Redshift?
Privacy Guides
In the digital age, protecting your personal information might seem like an impossible task. We’re here to help.
This is a community for sharing news about privacy, posting information about cool privacy tools and services, and getting advice about your privacy journey.
You can subscribe to this community from any Kbin or Lemmy instance:
Check out our website at privacyguides.org before asking your questions here. We've tried answering the common questions and recommendations there!
Want to get involved? The website is open-source on GitHub, and your help would be appreciated!
This community is the "official" Privacy Guides community on Lemmy, which can be verified here. Other "Privacy Guides" communities on other Lemmy servers are not moderated by this team or associated with the website.
Moderation Rules:
- We prefer posting about open-source software whenever possible.
- This is not the place for self-promotion if you are not listed on privacyguides.org. If you want to be listed, make a suggestion on our forum first.
- No soliciting engagement: Don't ask for upvotes, follows, etc.
- Surveys, Fundraising, and Petitions must be pre-approved by the mod team.
- Be civil, no violence, hate speech. Assume people here are posting in good faith.
- Don't repost topics which have already been covered here.
- News posts must be related to privacy and security, and your post title must match the article headline exactly. Do not editorialize titles, you can post your opinions in the post body or a comment.
- Memes/images/video posts that could be summarized as text explanations should not be posted. Infographics and conference talks from reputable sources are acceptable.
- No help vampires: This is not a tech support subreddit, don't abuse our community's willingness to help. Questions related to privacy, security or privacy/security related software and their configurations are acceptable.
- No misinformation: Extraordinary claims must be matched with evidence.
- Do not post about VPNs or cryptocurrencies which are not listed on privacyguides.org. See Rule 2 for info on adding new recommendations to the website.
- General guides or software lists are not permitted. Original sources and research about specific topics are allowed as long as they are high quality and factual. We are not providing a platform for poorly-vetted, out-of-date or conflicting recommendations.
Additional Resources:
- EFF: Surveillance Self-Defense
- Consumer Reports Security Planner
- Jonah Aragon (YouTube)
- r/Privacy
- Big Ass Data Broker Opt-Out List
Most operating systems have one built in. Is there a feature missing from yours?

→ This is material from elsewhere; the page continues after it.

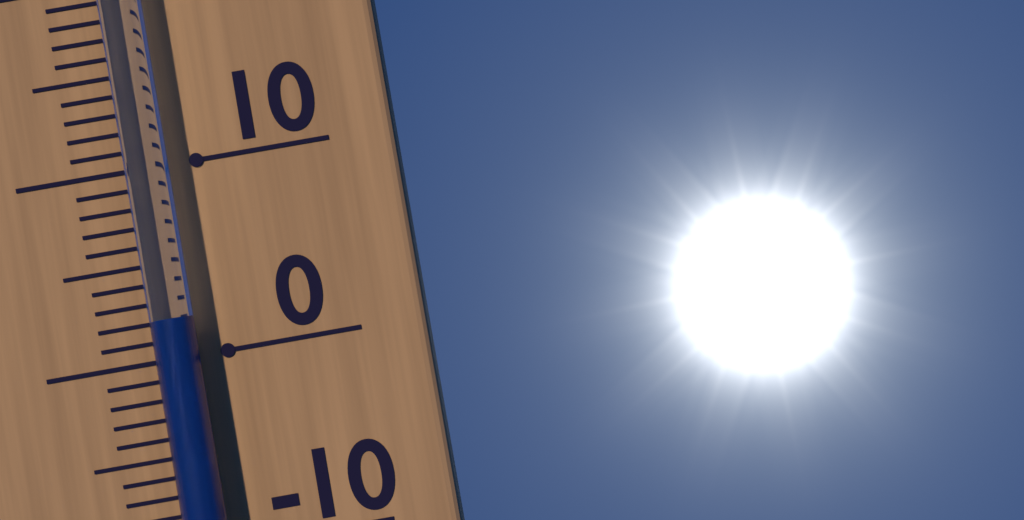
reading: 2 °C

I recently switched to Linux Ubuntu, I can not find it in the preferences
Could ask the foss community as well since most open source software is privacy friendly by nature
Maybe Redshift?
Are you on Windows or Linux? If Linux which distro?

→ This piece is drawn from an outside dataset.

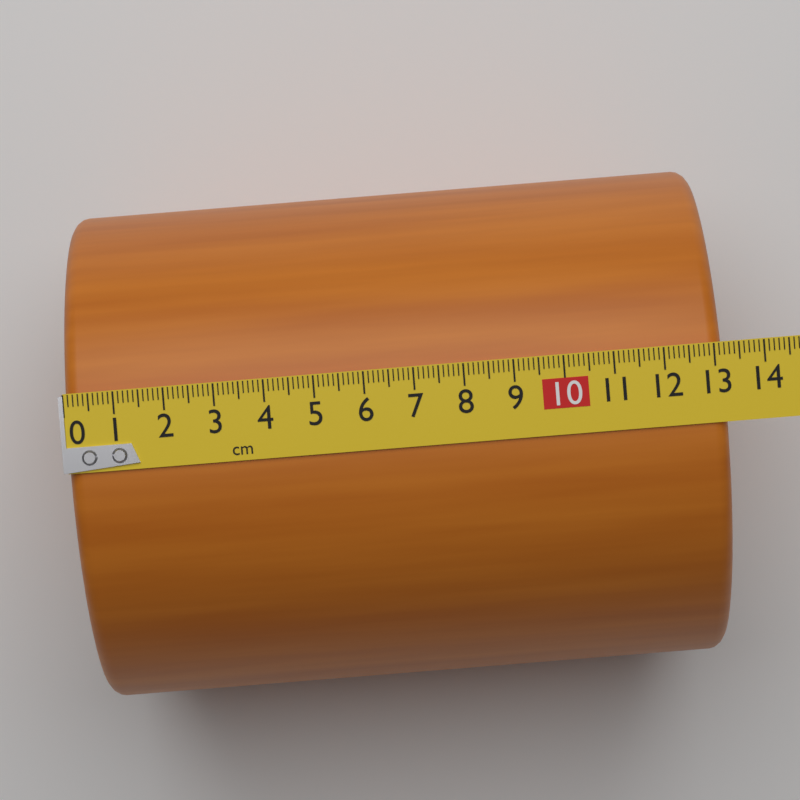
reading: 13.2 cm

If you are using kde plasma
https://userbase.kde.org/Tips/Enabling_the_blue_light_filter_on_KDE_Plasma
BTW for Android, there are 2 kinds of blue light filters, both are available on F-Droid:
- Those that recalibrate the display via KCAL. If your OS has one built in, it’s almost always one of these. If it doesn't, root is required to install it. These generally yield better results because they take gamma into account and can theoretically maintain color depth (depends on the display). Don't worry about possibly miscalibrating your display, it most likely doesn't have non-volatile memory so uninstalling the app and restarting your phone will turn it back to normal. Recommended: Night Light
- Those that display a fullscreen overlay. Root is optional but you cannot cover the keyboard and status bar without it on modern Android versions (and hide the overlay from screenshots), and old ones don’t support multichannel alpha so a color filter will actually make dark areas lighter. However, if you're a root user of Android 10 (and maybe some older versions I didn't test), the filter works perfectly. Recommended: Red Moon
Not OP but this is a really valuable response 🏆 although Android is technically Linux it's kinda difficult to come across well explained technical descriptions like this, for system functionality in particular
That should be built into the OS, if you're on anything relatively recent.